By Nic Lindh on Friday, 30 June 2006
Like any household with a toddler that needs to be delivered to day care, mornings at the Lindhs are an exercise in stress and the futility of imagining that a 4-year-old will understand the concept of the word “hurry.” Ninety-nine mornings of a hundred, this means that I roll to work at one particular time, and my wife rolls to Andrea’s daycare and then her job at some other time. It’s just how things are.
But for some strange reason, we found ourselves leaving at the exact same time yesterday morning. In the garage, I gave Andrea her kiss and hug, and then gave my wife her kiss and hug, and then got in the car to begin The Trek to Work On The I-10. I pulled out, waving them goodbye, when my wife all of a sudden waved at me to stop. So I stopped. Then she waved at me to get out of the car.

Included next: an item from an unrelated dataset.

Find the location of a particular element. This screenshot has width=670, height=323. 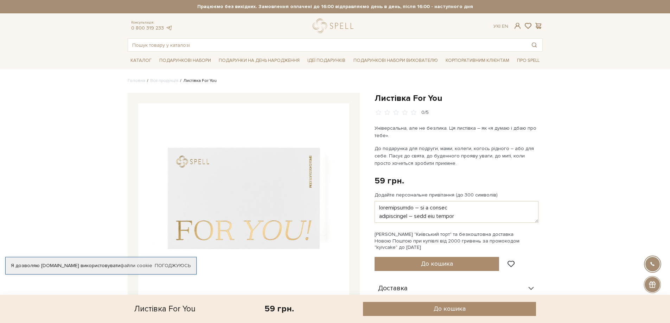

I was fairly sure at this point that I hadn’t run over anything, and there wasn’t much that had to be said that couldn’t be said later, but obedient as ever, I got out of the car.
To be greeted by the fiercest of rackets coming from underneath the hood of my car. Metal-on-metal mayhem. So I reached in to the cockpit and turned the A/C off. Racket stopped.
Aw, hell.
Air conditioner.
Anybody who’s spent any amount of time in hot climes knows that the first rule of air conditioner repair is: Air conditioner repair is expensive.
The second rule of air conditioner repair is: If it’s June, you will pay. It’s 109 Fahrenheit here in the days, or 43 Celsius for those of you playing along Metric style. This is not a temperature where you can elect to roll down the windows.
So we got the car in for repair, and $1,300 later, the air conditioner is working again. Yep, one thousand three hundred dollars. Which is a bit of a bummer in that we were planning to go to San Diego in a month. Had budgeted about, oh, I don’t know, $1,500 for that exercise.
Do you smell an eerie coincidence here?
The thing is, though, that it “only” cost $1,300 to fix the A/C unit in the Honda because the compressor hadn’t degraded enough that it had damaged the rest of the system. At a worst case scenario, it would have cost $2,200 to replace the entire system. Which would have been the case if I’d gone to work and back with the A/C blasting in the car. Which I would have done if my wife hadn’t happened to be in the garage waving goodbye to me that morning of all mornings.